Third Salisbury suspect wanted for poison attack in Bulgaria
BULGARIA has opened an investigation following reports that a third suspect in the Salisbury attack was also involved in a 2015 poisoning in the Balkan nation.
Tsvetan Tsvetanov, a senior official in the ruling GERB party, said intelligence officers would present their evi- dence on the topic on Thursday at a parliamentary security committee.
“I am certain that the necessary coordination has already been set up between the Bulgarian, British and European authorities on the case and they are working actively on it,” Mr Tsvetanov said.
It comes after Bellingcat, an investigative group, reported an alleged Russian military intelligence agent arrived in Bulgaria in April 2015, a few days before Emilian Gebrev, a Bulgarian businessman, was poisoned by an unidentified substance.
Mr Gebrev, an arms industry executive, survived but authorities still do not know who poisoned him.
Bellingcat said on its website that the 45-year-old Russian agent travelled under the alias Sergei Vyacheslavovich Fedotov and had been “conclusively identified as an agent of Russian military intelligence” for Moscow’s GRU agency. Bellingcat said Fedotov also was suspected of being involved in the Novichok nerve-agent poisoning of Sergei Skripal, the former Russian spy, and his daughter, Yulia, in the English city of Salisbury. He arrived in Britain two days before the March 2018 attack.
Both Skripals survived after weeks in the hospital and after their release were taken to an undisclosed location for their safety.
British officials blamed the attack on the GRU and have charged two Russian suspects. The men travelled under the names Alexander Petrov and Ruslan Boshirov. Russian authorities denied involvement and Moscow refused to extradite them to Britain.
Britain’s Metropolitan Police said its investigation team “continues to pursue a number of lines of inquiry, including identifying any other suspects who may have been involved in carrying out or planning the attack”.
“We are not prepared to discuss further details of what remains an ongoing investigation,” the Met said in a statement.
The Skripal poisonings set off a wave of recriminations between Britain and Moscow, prompting the expulsion of dozens of diplomats from Russia, the UK and countries that are Britain’s allies.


Please copy every line below that contains the string "curve".
Content starts
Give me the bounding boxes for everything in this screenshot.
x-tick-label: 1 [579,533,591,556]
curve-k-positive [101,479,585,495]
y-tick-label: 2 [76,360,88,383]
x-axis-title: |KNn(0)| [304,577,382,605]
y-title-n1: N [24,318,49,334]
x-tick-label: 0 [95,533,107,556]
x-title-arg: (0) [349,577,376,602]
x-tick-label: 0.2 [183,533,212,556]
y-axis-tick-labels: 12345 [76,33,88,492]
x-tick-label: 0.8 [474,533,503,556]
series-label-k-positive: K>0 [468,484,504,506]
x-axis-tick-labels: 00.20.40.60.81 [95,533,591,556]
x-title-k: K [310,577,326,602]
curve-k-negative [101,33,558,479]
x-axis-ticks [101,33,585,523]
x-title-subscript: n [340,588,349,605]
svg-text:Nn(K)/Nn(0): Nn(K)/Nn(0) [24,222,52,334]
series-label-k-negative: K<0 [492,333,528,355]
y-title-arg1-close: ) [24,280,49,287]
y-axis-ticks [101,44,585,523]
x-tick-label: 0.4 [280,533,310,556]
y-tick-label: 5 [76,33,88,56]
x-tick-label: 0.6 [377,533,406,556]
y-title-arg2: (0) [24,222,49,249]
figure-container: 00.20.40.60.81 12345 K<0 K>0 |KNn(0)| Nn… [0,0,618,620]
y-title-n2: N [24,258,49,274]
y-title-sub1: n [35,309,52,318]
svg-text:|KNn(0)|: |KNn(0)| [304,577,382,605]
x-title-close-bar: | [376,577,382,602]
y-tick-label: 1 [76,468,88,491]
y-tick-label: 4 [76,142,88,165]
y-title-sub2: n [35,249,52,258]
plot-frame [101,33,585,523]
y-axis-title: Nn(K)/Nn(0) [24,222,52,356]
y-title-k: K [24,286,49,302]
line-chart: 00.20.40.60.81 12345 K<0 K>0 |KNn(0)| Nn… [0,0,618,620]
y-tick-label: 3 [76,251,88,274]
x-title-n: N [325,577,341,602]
Content ends
Answer for this exercise:
curve-k-positive [101,479,585,495]
curve-k-negative [101,33,558,479]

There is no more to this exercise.